Atlas-Assisted Segment Anything Model for Fetal Brain MRI (FeTal-SAM)
Qi Zeng, Weide Liu, Bo Li, Ryne Didier, P. Ellen Grant, Davood Karimi
TL;DR
This work tackles two key issues in fetal brain MRI segmentation: the need for flexible, on-demand labeling definitions and the interpretability of segmentation decisions with respect to image contrast versus spatial priors. It introduces FeTal-SAM, an atlas-assisted adaptation of the Segment Anything Model (SAM) that uses multi-atlas to subject registration, dense atlas prompts from label templates, and a bounding-box prompt to drive the SAM decoder, followed by 3D reconstruction via STAPLE fusion. Evaluations on the dHCP and CRL datasets show that FeTal-SAM achieves Dice scores comparable to dataset-specific 3D baselines for well-contrasted structures (e.g., cortical plate, cerebellum) while enabling flexible, user-defined parcellations without retraining; smaller, low-contrast structures remain challenging due to inherent MRI contrast and 2D prompt limitations. By unifying atlas priors with a foundation model, FeTal-SAM offers a general-purpose, adaptable fetal brain segmentation tool and lays groundwork for improved 3D spatial priors and uncertainty quantification in clinical workflows.
Abstract
This paper presents FeTal-SAM, a novel adaptation of the Segment Anything Model (SAM) tailored for fetal brain MRI segmentation. Traditional deep learning methods often require large annotated datasets for a fixed set of labels, making them inflexible when clinical or research needs change. By integrating atlas-based prompts and foundation-model principles, FeTal-SAM addresses two key limitations in fetal brain MRI segmentation: (1) the need to retrain models for varying label definitions, and (2) the lack of insight into whether segmentations are driven by genuine image contrast or by learned spatial priors. We leverage multi-atlas registration to generate spatially aligned label templates that serve as dense prompts, alongside a bounding-box prompt, for SAM's segmentation decoder. This strategy enables binary segmentation on a per-structure basis, which is subsequently fused to reconstruct the full 3D segmentation volumes. Evaluations on two datasets, the dHCP dataset and an in-house dataset demonstrate FeTal-SAM's robust performance across gestational ages. Notably, it achieves Dice scores comparable to state-of-the-art baselines which were trained for each dataset and label definition for well-contrasted structures like cortical plate and cerebellum, while maintaining the flexibility to segment any user-specified anatomy. Although slightly lower accuracy is observed for subtle, low-contrast structures (e.g., hippocampus, amygdala), our results highlight FeTal-SAM's potential to serve as a general-purpose segmentation model without exhaustive retraining. This method thus constitutes a promising step toward clinically adaptable fetal brain MRI analysis tools.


#### Work request
Write out, exactly and in full, the records given below, but not their pictures.
[[ Data excerpts, beginning ]]
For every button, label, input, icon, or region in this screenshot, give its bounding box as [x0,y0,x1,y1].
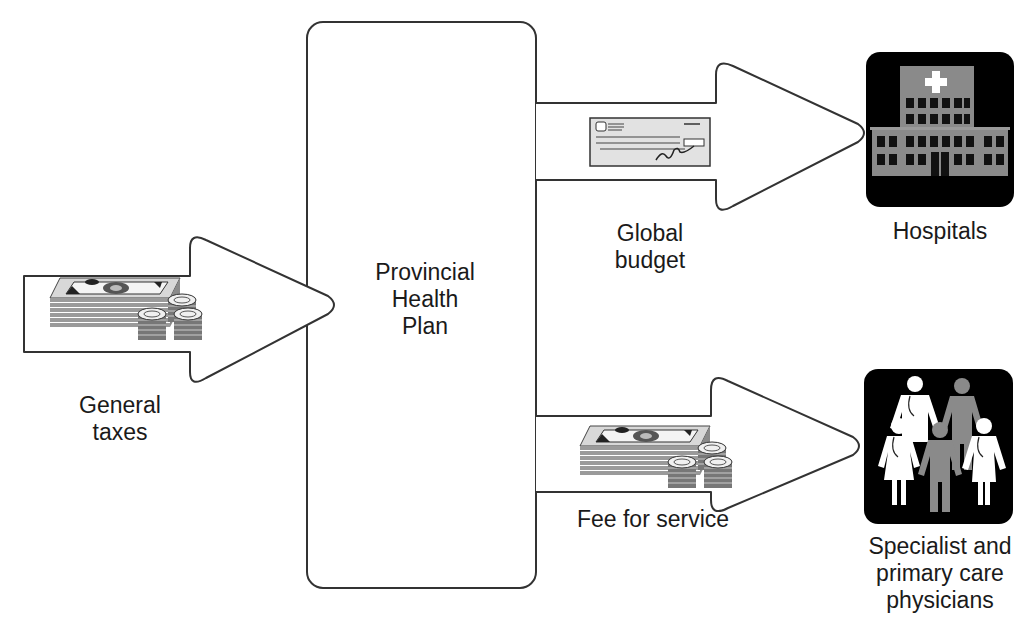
physicians-label: Specialist and primary care physicians [850,533,1029,614]
general-taxes-label: General taxes [40,392,200,446]
physicians-group-icon [864,369,1013,524]
cheque-icon [590,118,710,166]
fee-for-service-label: Fee for service [548,506,758,533]
global-budget-label: Global budget [570,220,730,274]
hospitals-label: Hospitals [855,218,1025,245]
hospital-icon [866,52,1014,207]
provincial-health-plan-label: Provincial Health Plan [345,259,505,340]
[[ Data excerpts, end ]]
#### Result of this task
For every button, label, input, icon, or region in this screenshot, give its bounding box as [x0,y0,x1,y1].
physicians-label: Specialist and primary care physicians [850,533,1029,614]
general-taxes-label: General taxes [40,392,200,446]
physicians-group-icon [864,369,1013,524]
cheque-icon [590,118,710,166]
fee-for-service-label: Fee for service [548,506,758,533]
global-budget-label: Global budget [570,220,730,274]
hospitals-label: Hospitals [855,218,1025,245]
hospital-icon [866,52,1014,207]
provincial-health-plan-label: Provincial Health Plan [345,259,505,340]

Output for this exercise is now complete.